I love the Twin tube, it works amazing in bikes with a good leverage ratio, but in my old Nomad 3 for example , air curve is like a x^3 function.
And also It cannot be solved with more spacers, Or XV can, we need a more volume negative air can.
Pancho
canecreek.com/employment
-Jeff
Curious what the main couple of points you'd make for why that progressive coil would be "better" on a Hightower than the stock air shock?
Also: I have eewings on the same bike and absolutely love them, and I'm sure I'll have the same pair of cranks in 20 years on some other mtn bike!
We got them in skittle colors now too!
www.pinkbike.com/photo/18568391
-Sam
I love your headsets and other stuff, and I hope to see your forks on more bikes.
Love your products, especially my helm fork, got the blue special edition.. not going to replace it !
But-
As you can see, 2 companies (fox , rockshocks) has release a new 38mm stunction fork.
my question is - there are gonna be a new helm 38 on the way??
I just got a MK1 helm from you guys and am struggling to get it set up to deal with high speed chatter. (especially on middle-lower Bennett gap). The fork feels awesome on the slower big chunky stuff earlier in the ride on black to buckwheat but I can barely hang onto the bars on bennett.

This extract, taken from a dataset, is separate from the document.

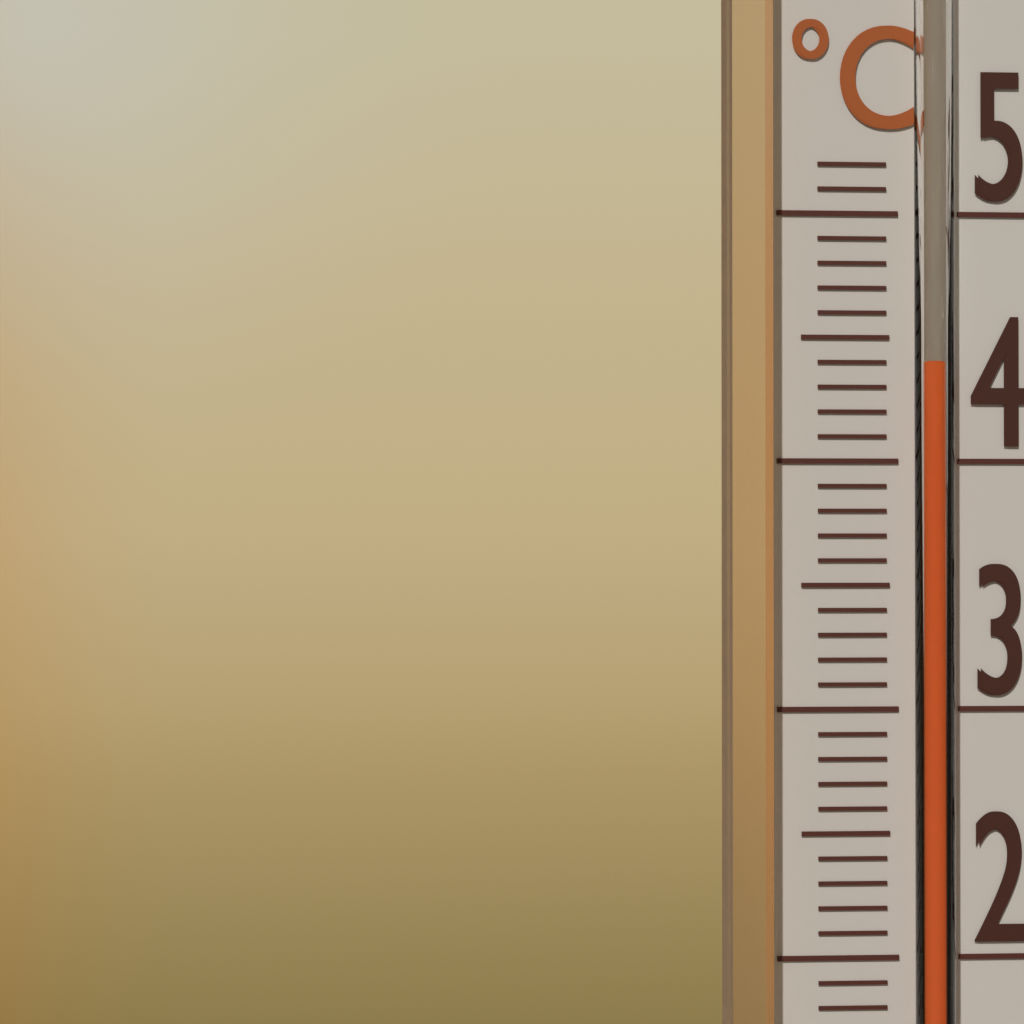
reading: 44 °C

150mm 29" - 82+/87- (~20% sag), 3HSC, 0LSC, & 3rd notch from the top on air volume
Any advice to deal with the chatter?
Don't you think you guys need an on-site physician? Can save you on health insurance costs for employees, I can triage any injuries, and I will gladly test out all of your new designs whenever you would like on those trails that I know like the back of my hand. Sounds like a win win win.

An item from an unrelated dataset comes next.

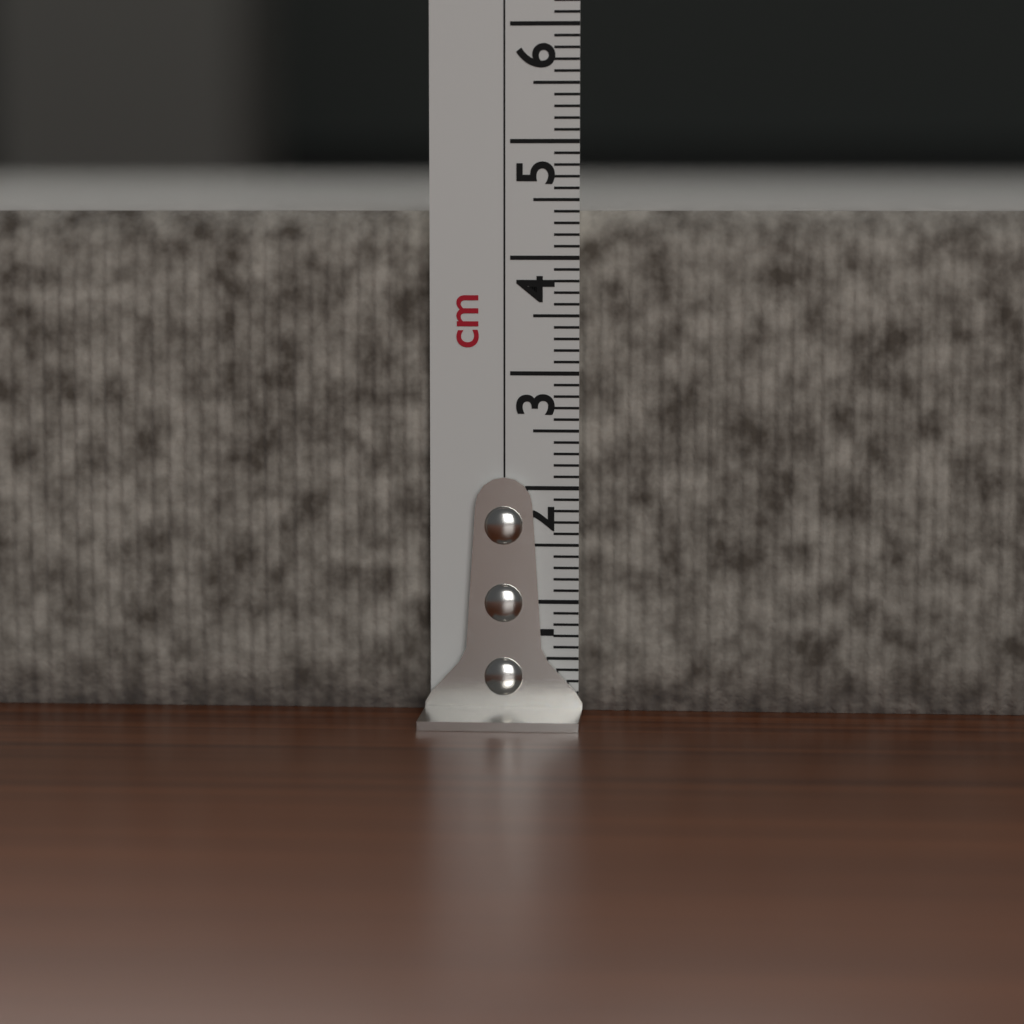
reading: 4.4 cm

Would buy again. They seemed frivolous at first but after 2 years they seem like a good value compared to CF cranks. Unless standards change too much, I hope to use them for many many years.
Why doesn't CC offer any USA made disc brakes currently?

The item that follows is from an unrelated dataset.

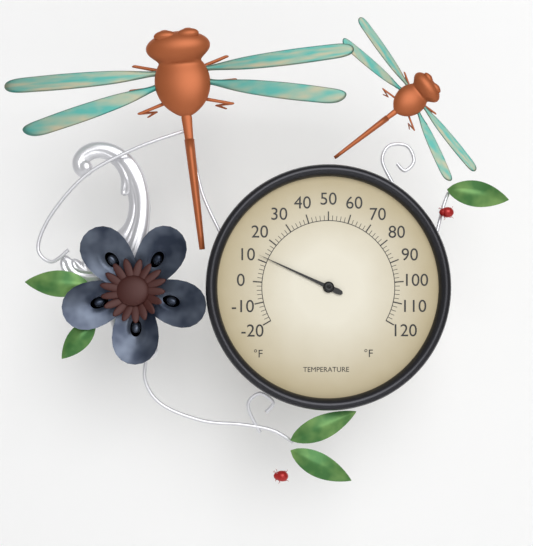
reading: 12 °F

Go ahead and send me the prototypes!
Would love to test them even if its nothing new. Haha.
Thanks for the reply Brent!
Ride on!
-Nick
-Sam
en.wikipedia.org/wiki/Plestiodon_fasciatus
One thing I’ve always wondered is how the bottom out resistance works? Is it just the internal air compressing as the volume decreases?
Thankyou
I mean, someone had to ask, right?
Haha
-Sam
What color you looking for? We do have Gold and Silver available now canecreek.com/product/helm-mkii-decal-kits
Fender - in the future! We currently have too many good ideas right now in front of it.
-Sam
We have conversion kits available for both 27.5 ( AAG0548 ) and 29 ( AAG0549 ) to go from Air to Coil. But not from Coil to Air, as the coil spring will rub the stanchion and cause sealing problems with an Air Piston.
-Sam
Which bike is it?
-Sam
And any 'complete headsets' using Cane Creek comp-ring / cover will be using 36x45 deg bearings. Cane Creek only makes 45x45 deg bearings as replacement for other brands.
The only question I have is that the models you referred to are 41mm, whereas Sam is saying 42. I plan to eyeball with a ruler to verify what I have installed.
BAA0971K is the older 42mm/52mm bearing kit. The current ZN40 42/52 kit is BAA1173 and the Hellbender Stainless 42/52 kit is BAA1179 if you prefer Stainless.
Happy shredding!
-Sam
So...if you would rather not be put out of business by some young inspired upstart who desires to have a company that exists only to make the absolute best, most reliable components in the world including making every single part that makes up my products available to consumers, listen to your customers, and make the absolute best product that you know you can. People will love you. (More than they already do, of course)
P.S. I love the look of your eeWings, by the way.
www.amazon.com/Dont-Douchebag-Mans-Guide-Etiquette/dp/1772260037
Cane Creek: I apologize for behaving like an ass, I did not mean to make it appear as though all of your products were crap. I am young and full of Testosterone, and am apparently too picky with components, even before I ever try them.
Ever heard of a thing called cost?
Also "I am young and full of Testosterone".... that was painful.